President Obama jets off to Las Vegas for a campaign speech in which he exclaims innocently: “Will no one rid me of this turbulent Tea Party?” At first there is no discernible response. The Internal Revenue Service sleeps. So he says it again in Des Moines. And again in Grand Rapids, Michigan. By this time he is shouting it and underlining the passage in the press release.

Eventually he is overheard by some senior IRS bureaucrats whose loyalty to their president knows few bounds. They immediately begin bombarding as many Tea Party organizations as they can find with demands for audits, membership lists, minutes of meetings, copies of hymns sung at their Christmas/Hannukah/Eid parties, photographs of committee members, souvenir menus from special occasions, and topographical details of the regions in which they live. When they run out of tea-party organizations, they write to Zionist bodies, temperance groups, Men’s Rights organizations, and other gatherings of a subversive character.

This activity comes to the attention of the Court. Over many months the president’s courtiers discuss whether or not he should be informed of what is happening. But whenever any of them tries to approach him on the matter, he stares hard and says: “How many times do I have to say it? Will no one rid me of this turbulent Tea Party? I mean it’s not very mysterious, is it? Not especially cryptic, wouldn’t you say. Pretty plain if you ask me? WILL . . . NO ONE . . . RID ME . . .  RID ME, UNDERSTAND? . . . OF THIS . . .  NOT THAT, GENIUS BOY . . . THIS . . . TURBULENT . . .  OR I COULD SAY “MEDDLESOME” IN SOME MOODS . . . TEA PARTY! . . .  OKAY? . . . TEA PARTY . . . GOT THAT? . . .  OR DO I HAVE TO SPELL IT OUT?”

But the courtiers are baffled. And they make no connection with the hive of activity they see emanating from the IRS. Then one day it is reported that the IRS has been harassing something called the Tea Party of which they knew nothing with oppressive and unconstitutional demands designed to render it inert and useless, half-dead one might say. This sets all the anchormen, reporters, correspondents, editors, and town criers into a passionate, albeit likely brief, frenzy in which they mutter darkly about abuse of power and such matters.

And the president says: “Tea party? Never heard of it. The IRS? It rings a faint bell. Isn’t there someone there who’s leaving soon. Maybe we should make an example of him so as to encourage other retirees not to abuse their office, if that is what was done. I have no information on the matter, but it would certainly be deplorable if that were the case, and thus probably the responsibility of an earlier administration.”

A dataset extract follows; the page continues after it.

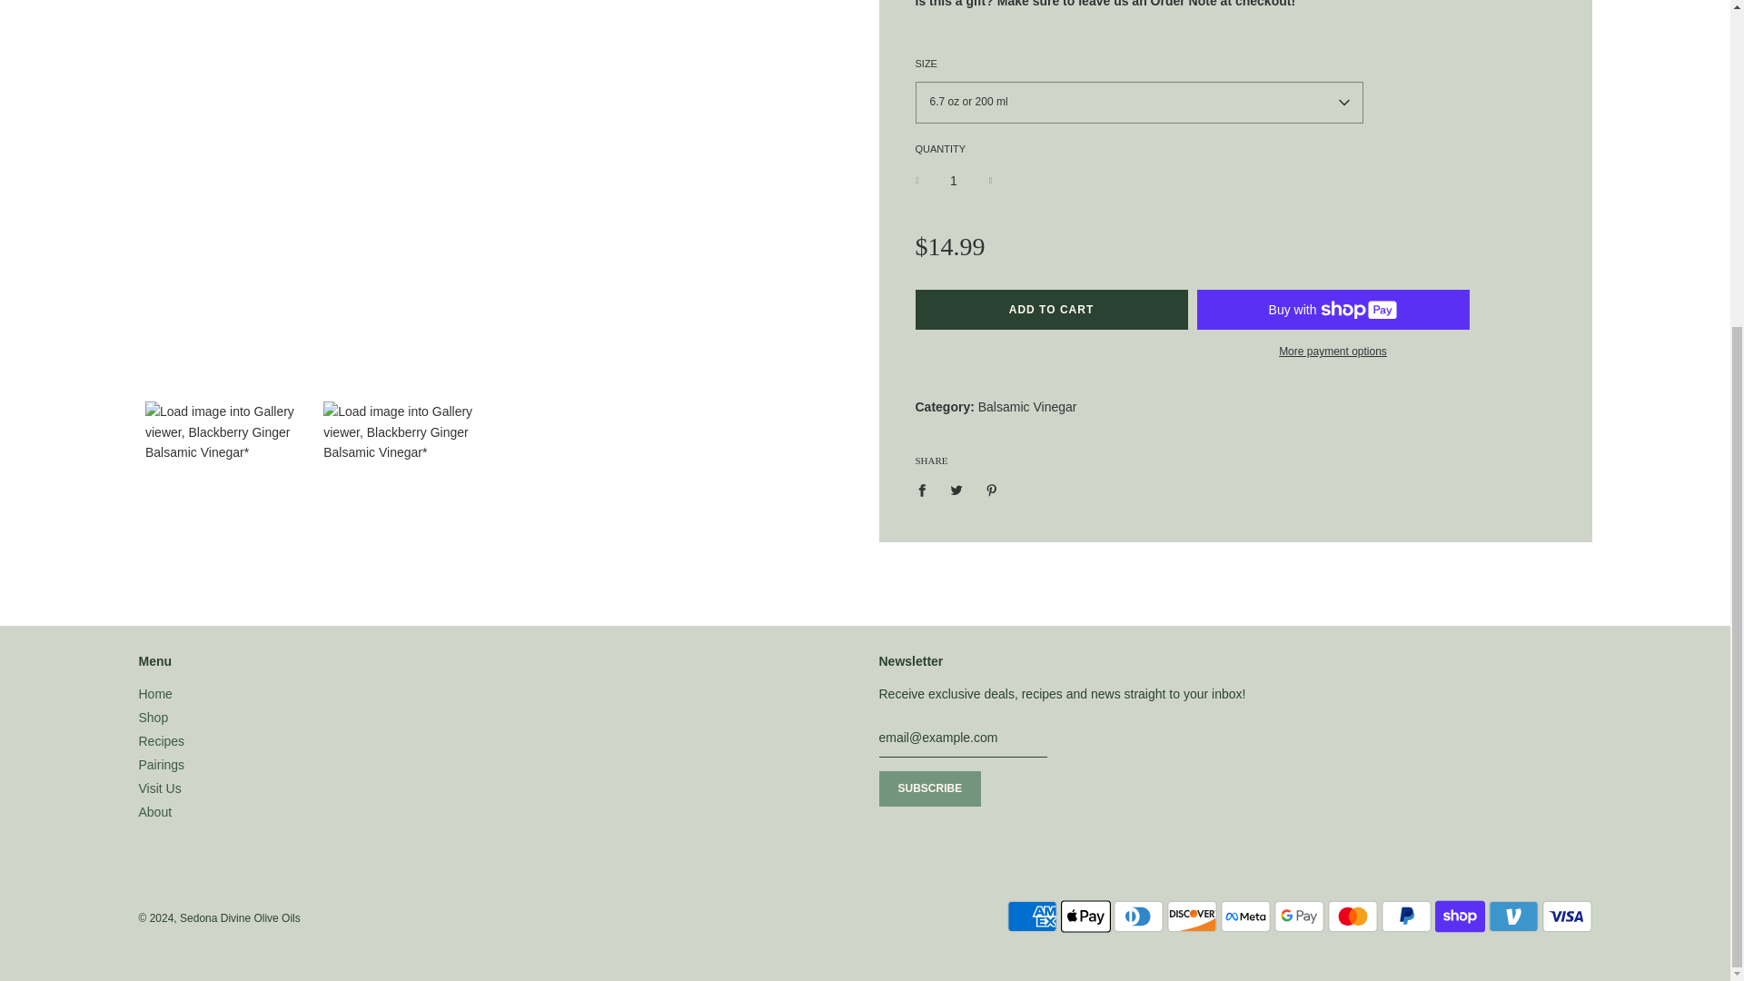 Image resolution: width=1744 pixels, height=981 pixels. I want to click on Venmo, so click(1513, 916).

And in the cathedral of the IRS these words are heard with some trepidation. Many who followed orders to confuse and bamboozle the Tea Party wonder if anything untoward will happen to them as a result. One of their number who has a copy of Eliot’s “Murder in the Cathedral” to hand looks up the words of a bureaucrat of Henry II’s time who similarly acted on a monarch’s throwaway line. That bureaucrat — a knight in archaic lingo — killed an archbishop as a result, but the principle is the same. At any rate he forecast his own fate pretty accurately.

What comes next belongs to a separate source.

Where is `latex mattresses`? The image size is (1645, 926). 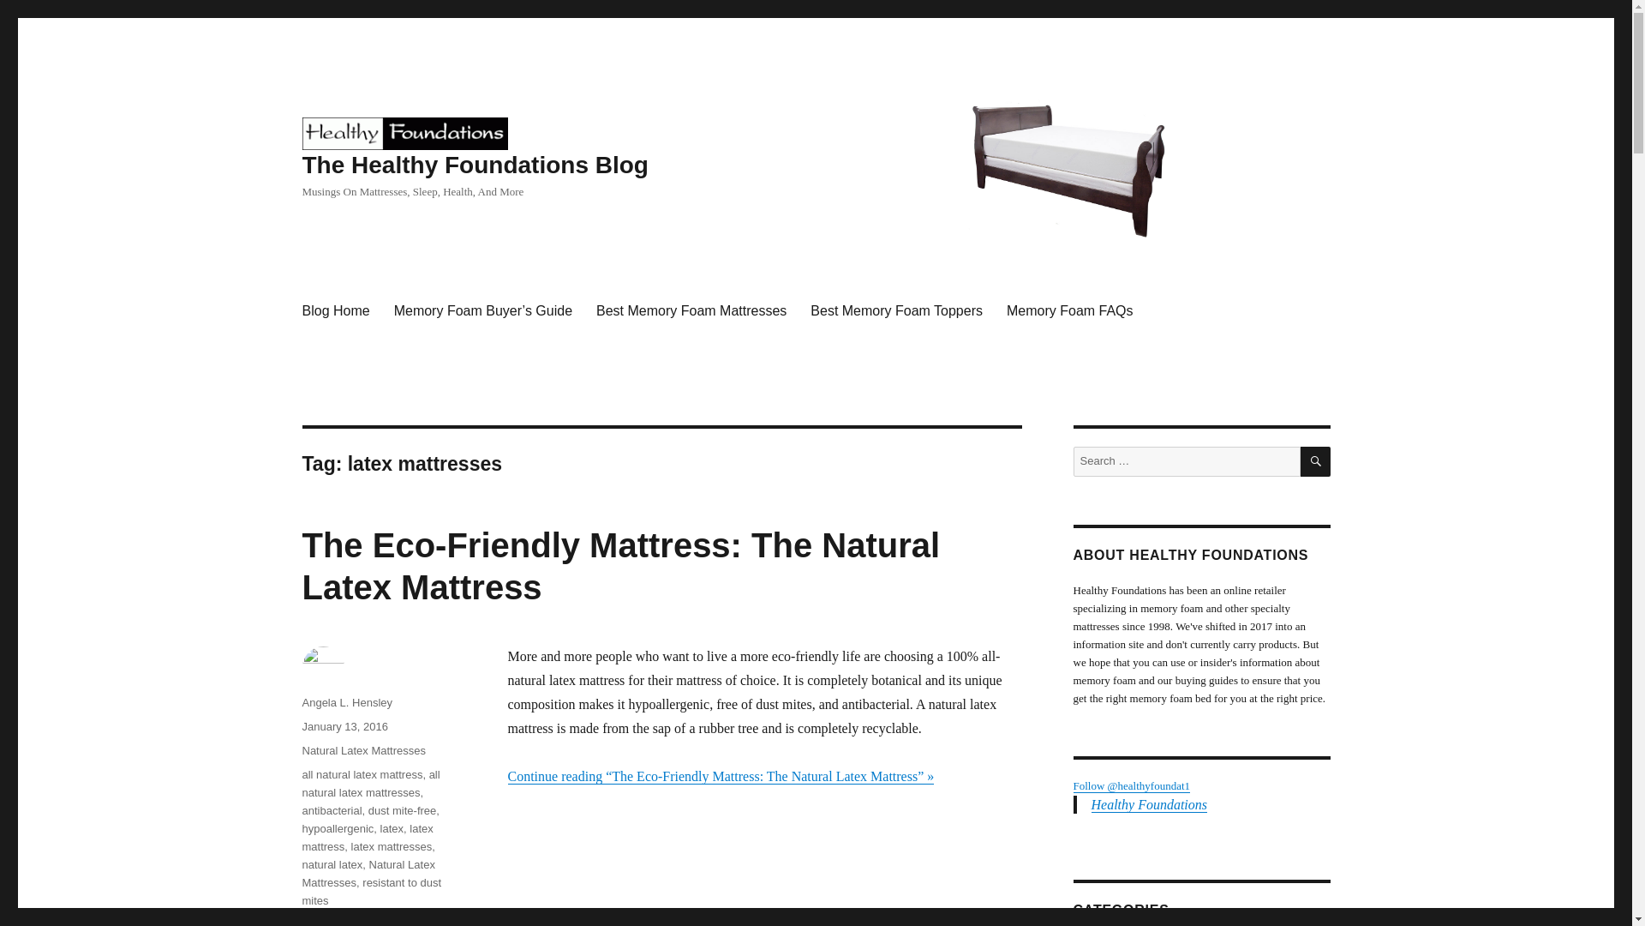 latex mattresses is located at coordinates (392, 845).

“We know perfectly well how things will turn out. King Henry — God bless him — will have to say, for reasons of state, that he never meant this to happen; and there is going to be an awful row; and at the best we shall have to spend the rest of our lives abroad. And even when reasonable people come to see that the Archbishop had to be put out of the way — and personally I had a tremendous admiration for him — you must have noticed what a good show he put up at the end — they won’t give us any glory.”

And as things now look, the IRS knights certainly won’t get any glory. Indeed, they’ll be quite lucky to spend the rest of their lives abroad.